The scowl returns, and I sigh. “I promise to let you look them over and veto any you don’t like once I’m finished editing them, okay?”

His shoulders relax a bit at that. “Just don’t make me look like a douche,” he mutters.

I pat his leg. “Don’t know if there’s much I can do about that. I’m not a miracle worker.”

I swat Liam’s hand away for thethirdtime. “Would you knock it off? You have your own chips!”

“Yours are better.” He smirks as he manages to steal another from the edge of my plate and pops it in his mouth.

Our timing seems like it was just right today. Beach Bunz isn’t a very big restaurant to begin with. Add in a crowd, and you can barely squeeze through the door. It was bustling with activity when we first stepped inside, but by the time we finished ordering at the counter, it cleared out enough for us to grab one of the small tables out front beneath the gigantic rainbow umbrellas.

When they leave the door propped open like this, the whole block smells like freshly baked bread. The day’s heat is in full swing by now, but the shade and breeze are so comfortable I could sit out here all day. I eagerly dig into my sandwich—the best white bean and avocado I’ve ever had, even though it falls apart as I try to eat it.

“So your friend Marti already sent in her audition for this zombie movie?” says Liam. “Those books sold a lot—so this is like a big deal, right?”

I nod as I chew. “Millions. They’ve soldmillionsof copies. She’s downplaying it. I think because she’s afraid to get her hopes up. ButIthink it’s a big deal she even got to audition. I don’t know anything about how all that works, so maybe she’s right and getting an audition doesn’t mean much.”

His eyebrows rise as he takes another bite of his sandwich. I’d expected him to go for one of the seafood ones they’re known for, but he ended up getting the same thing as me. Judging by the way he’s already down to the last few bites, he must like it. “She in LA now?”

“Yeah, she’s from there originally. Her family’s really cute. It’s like a village. All her aunts, uncles, cousins—they all live on the same block. I spent Thanksgiving with them one year.”

“Oh yeah, I remember you didn’t come home for it last year.”
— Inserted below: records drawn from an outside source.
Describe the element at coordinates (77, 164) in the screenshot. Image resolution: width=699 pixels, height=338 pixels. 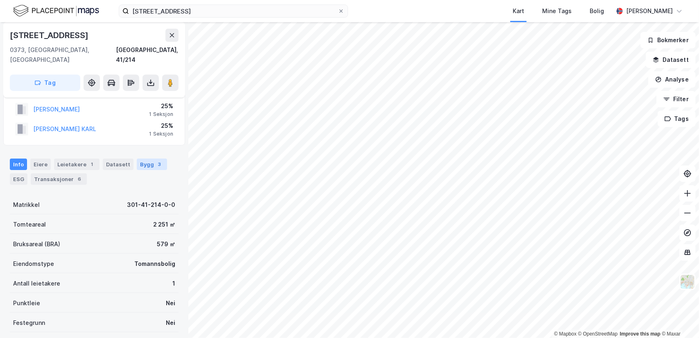
I see `div: Leietakere` at that location. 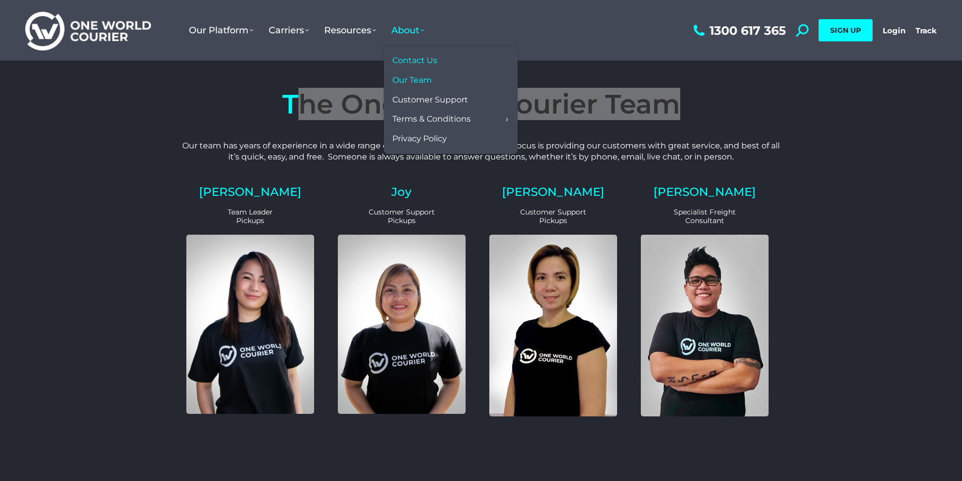 What do you see at coordinates (705, 217) in the screenshot?
I see `p: Specialist Freight Consultant` at bounding box center [705, 217].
My eyes flick up to meet his. He breaks the contact almost immediately and refocuses on his sandwich. He’s been expertly steering the conversation away from anything to do with him since the moment we sat down.

And I thought I could mind my business, I really did, and yet I find myself blurting out, “Where were you?”

He tosses another chip in his mouth. “For Thanksgiving that year? With your family, as usual.”

“Don’t play dumb with me.”

Finally, he meets my eyes, and it’s like I can see the thoughts churning beneath the surface as he decides if he’s going to tell me. I know the moment a corner of his mouth kicks up that he won’t. “Why? You miss me?”

“Desperately,” I deadpan.

His smirk grows as he tosses his napkin on his plate, but the look in his eyes is different now. There’s a heaviness behind them that wasn’t there before, and I mentally kick myself for bringing it up.

He checks his watch and sighs. “You ready to head back to the shop? Next appointment’s in twenty.”

He’d seemed fine at work on Monday. What could have possibly happened from the time he left my bed to later that night when he texted me about the shop being closed?

But I let it drop, because of course I’m not the person he’d want to talk about it with. I force a smile as he piles the rest of our trash together to throw out.

“Yeah. Yeah, let’s go.”

Chapter Sixteen

GRACIE

Well, it’s finally happening. After a near twenty-three years of complete and total celibacy, I’m going on my first date. It’s not that I havezeroexperience, per se. Make outs, hangouts in dorm rooms, and weird gray area “talking stages” with guys aside—there’s never been anything official.

I pause with one foot on the basement stairs. Staying in this little hole in the ground has never sounded more appealing.

This is a mistake. Miles is going to realize it too about thirty seconds into our date. We’re going to lapse into awkward silence so thick that he actually falls asleep at the table, hitting his head on the way down, then we’ll have to call an ambulance, and everyone in the restaurant is going to see that I’m the first person in history to literally bore someone to death?—

The doorbell reverberates through the house.

I close my eyes and let out a slow breath. I did not spend the last hour bent over the bathroom mirror to chicken out now. Smoothing my hands over the baby blue silk of my dress, I put one foot in front of the other, urging myself forward before I have the chance to talk myself out of it.